While Detroit's move is certainly driven by cost-cutting, the district is conceding to the reality that the school district model -- with its expensive central bureaucracy, woeful inefficiency, and lengthy record of academic failure -- no longer works either for children or taxpayers. With states and districts facing $260 billion in budget shortfalls over the next two years (and $1.4 trillion in pension deficits and unfunded teacher retirement liabilities in the long haul), charter-like ways of operating schools have become more appealing than ever.

Just outside of Atlanta, the suburban Fulton County school district is taking advantage of a Georgia state law and beginning to convert itself into a charter system. Under the contractual status, the district would be free from traditional degree- and seniority-based pay scales and be allowed to use such innovations as teacher performance pay plans; in turn, school operations move from the central bureaucracies to school-based councils run by adults, teachers and principals. Six other school systems in the Peach State have already converted into charter school systems, and others will likely do follow suit.
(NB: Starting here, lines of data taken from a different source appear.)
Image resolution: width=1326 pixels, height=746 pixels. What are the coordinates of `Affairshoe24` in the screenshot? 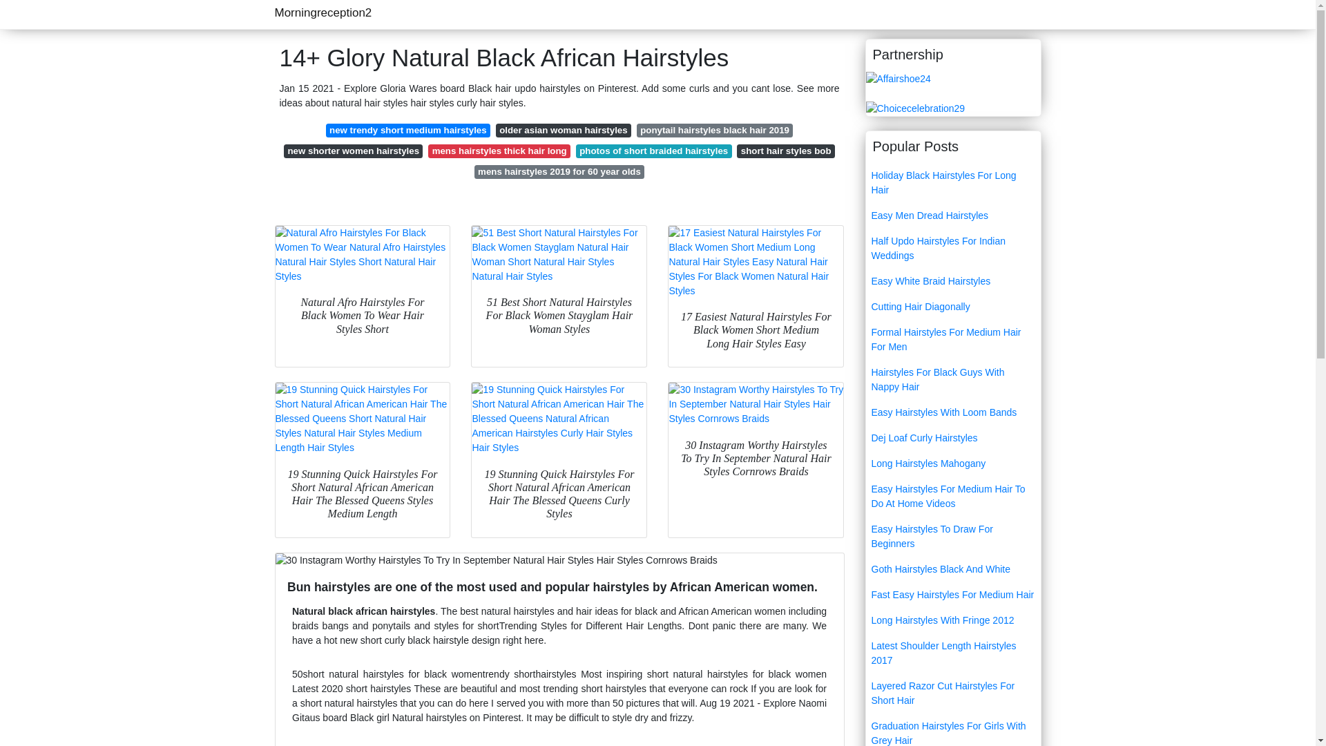 It's located at (898, 77).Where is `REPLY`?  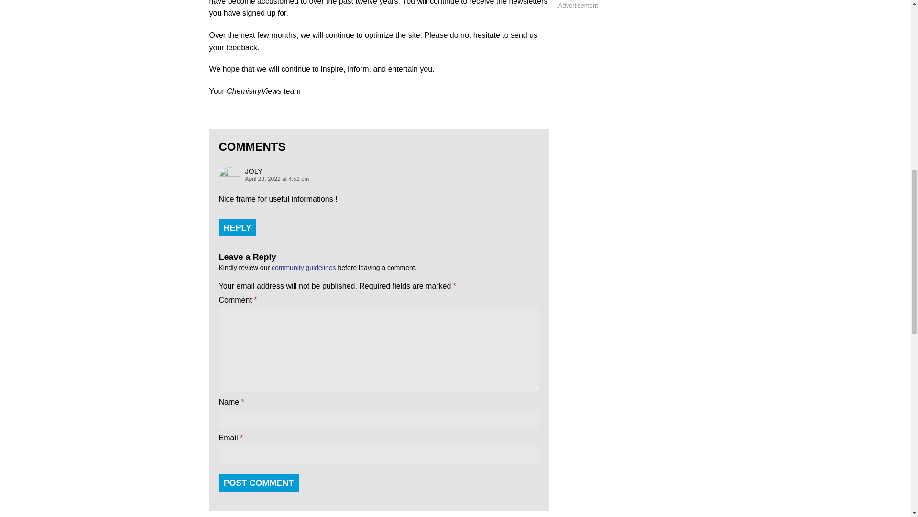 REPLY is located at coordinates (237, 227).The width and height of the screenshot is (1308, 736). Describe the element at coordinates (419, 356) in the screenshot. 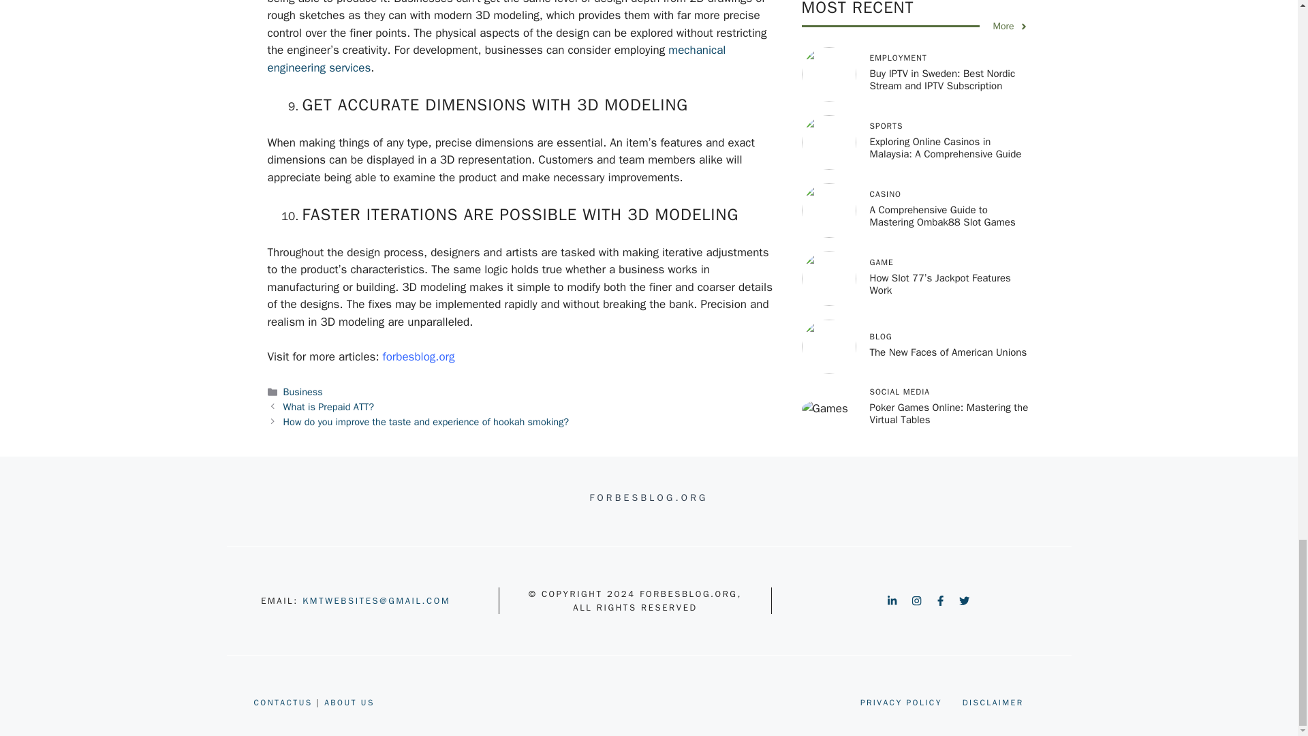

In tiny Elkton, Oregon, a town better known as a hotspot for bass-fishing than for school innovation, the one-school district there has taken advantage of a state loophole and fully converted itself into a charter. This has allowed the district to attract students from nearby traditional school systems, creating a form of competition that hadn't previously existed. In the three years since it converted to a charter, Elkton's enrollment increased by 54 percent. Eleven other rural districts in the Beaver State have abandoned the traditional district model in the past eight years; three more have already applied to do so this year.

Then there is New Orleans, which has become the nation's model for school reform. Right after the devastation of Hurricane Katrina in 2005, Louisiana state officials moved to take over 107 of the Crescent City's failing public schools from the faltering traditional school district and began aggressively launching new charter schools. Since then, the traditional district model has been all but abandoned, with both the state-controlled Recovery School District and the old Orleans Parish system operating just 26 of the city's 84 schools; charters account for 70 percent of all New Orleans school enrollment. And even the schools under state control have become de facto charters and, under a plan approved by the state in December, will remain so even after they return to Orleans Parish oversight.

Certainly, traditional school districts still educate the overwhelming majority of the nation's students -- and if the National Education Association, the American Federation of Teachers, and other defenders of traditional public education have their say, it will remain that way. As in the private sector, the advantages of size -- including greater purchasing power -- means that there will always be some large school operators of some sort; even big names within the charter school movement, such as KIPP (which runs 99 schools throughout the nation), Aspire (30 schools in California), and Green Dot Public Schools (17 in California and New York), have enrollments as sizable as some mid-sized traditional districts.

But with just 69 percent of the nation's students ever graduating from high school, big-city districts such as Cleveland and Los Angeles failing to reach even those low graduation rates, and one out of every three fourth-graders reading at levels of functional illiteracy, any thought that big districts equals better student achievement is clearly mistaken. Size (and corresponding big-spending) doesn't turn out to equal efficiency or achievement either. Just 17 percent of the top-spending districts in Florida were among the top third of districts in student achievement, according to a report released in January by the Center for American Progress.